In both countries, the challenges and controversies surrounding the transnational campaign for the implementation of UNSCR 1325 on WPS are translated into a struggle in which competing discourses within the advocacy network resulted in the production, circulation, and naturalisation of hierarchical power relations that condition the political economy of the global order. The Burundi case study shows patterns of exclusion and dichotomisation of local women activist discourses in the implementation of UNSCR1325 and the fluctuation of the internal dynamics between members of the advocacy campaign. It also demonstrates the abilities of Burundian activists to denaturalise mainstream discourses around gender and security by trying to push for a frame were gender security is understood as freedom. The Liberia case study shows patterns of hegemonic captivation and annulment of other possible emerging discourses as international and governmental organisations control the availability of subject positions. In sum, local women’s organisations looking for ‘a more radical agenda of social and political transformation’ than that offered by the ‘liberal peacebuilding agenda’ of UNSCR1325 will only find their boomerang bouncing back.Footnote 131 The solidarity links created in the campaign are not necessarily framed in the Burundian or Liberian context or through their own framing of the campaign. Rather, the complexity of the security situation in Burundi or Liberia is framed through concepts that resonate with global audiences and donors. The situation on the ground is reconstructed through a selection of events and key problems in order to create solidarity across boundaries and pass the message to those with the power to allocate resources and attention. A certain ‘gender security’, the acts of violence committed against women at war, and the need of quotas to solve the problem, act as reference point for the solidarity. Nevertheless, it is not clear whether these reference points are aligned with local experiences and claims.

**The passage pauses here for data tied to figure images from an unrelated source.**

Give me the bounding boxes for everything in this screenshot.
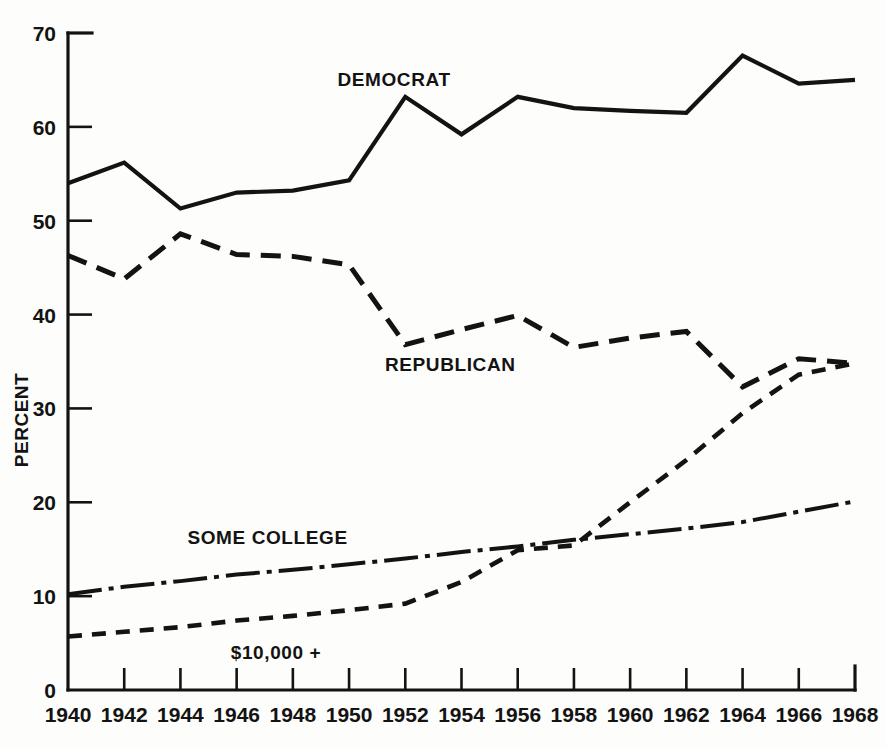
chart-container: 010203040506070 194019421944194619481950…: [0, 0, 886, 747]
x-tick-label: 1966: [775, 703, 822, 726]
x-tick-label: 1950: [326, 703, 373, 726]
y-tick-label: 0: [44, 679, 56, 702]
y-tick-label: 10: [33, 585, 56, 608]
y-axis-ticks: 010203040506070: [33, 22, 92, 702]
series-line-10-000: [68, 363, 855, 636]
y-tick-label: 30: [33, 397, 56, 420]
y-tick-label: 60: [33, 116, 56, 139]
y-tick-label: 20: [33, 491, 56, 514]
x-tick-label: 1940: [45, 703, 92, 726]
x-tick-label: 1942: [101, 703, 148, 726]
x-tick-label: 1958: [551, 703, 598, 726]
x-tick-label: 1944: [157, 703, 204, 726]
y-axis-title: PERCENT: [11, 373, 32, 467]
series-line-democrat: [68, 56, 855, 209]
series-label-democrat: DEMOCRAT: [337, 69, 450, 90]
series-label-republican: REPUBLICAN: [385, 354, 516, 375]
x-tick-label: 1960: [607, 703, 654, 726]
x-tick-label: 1954: [438, 703, 485, 726]
series-label-10-000: $10,000 +: [231, 642, 321, 663]
y-tick-label: 40: [33, 304, 56, 327]
y-tick-label: 50: [33, 210, 56, 233]
x-tick-label: 1948: [269, 703, 316, 726]
series-line-some-college: [68, 501, 855, 594]
x-tick-label: 1956: [494, 703, 541, 726]
x-tick-label: 1946: [213, 703, 260, 726]
line-chart: 010203040506070 194019421944194619481950…: [0, 0, 886, 747]
x-tick-label: 1962: [663, 703, 710, 726]
x-tick-label: 1952: [382, 703, 429, 726]
data-series: [68, 56, 855, 637]
x-tick-label: 1968: [832, 703, 879, 726]
x-axis-ticks: 1940194219441946194819501952195419561958…: [45, 668, 879, 726]
y-tick-label: 70: [33, 22, 56, 45]
x-tick-label: 1964: [719, 703, 766, 726]
series-label-some-college: SOME COLLEGE: [187, 527, 347, 548]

The article advocates for a discursive approach to norm diffusion theory that makes productive power visible in order to highlight the fact that norms do not spread in the absence of politics. Such an approach enables the researcher to name ‘lost boomerangs’ by using the concept of the rebound effect and to argue that in postconflict contexts, the most likely outcome is a rebound, and not a boomerang effect. In sum, such an approach can offer a situated account to the study of transnational advocacy networks and their role in the spreading of international norms. Additionally, it offers possibilities for theorising the encounter between transnational and local activists in which more space is left for the experience of difference in processes of collective identification and discourse normalisation.
Acknowledgements
Many thanks to the two anonymous RIS reviewers for their constructive, thought-provoking feedback on earlier drafts of this article. Thanks also to the participants in the workshop ‘Women, Peace and Security Post-2015: Concepts, Criticisms and Challenges’ at the LSE Centre on Women, Peace, and Security in March 2016, where the first draft of this article was presented.
This work was supported by Horizon 2020 Framework Programme (grant number 706888).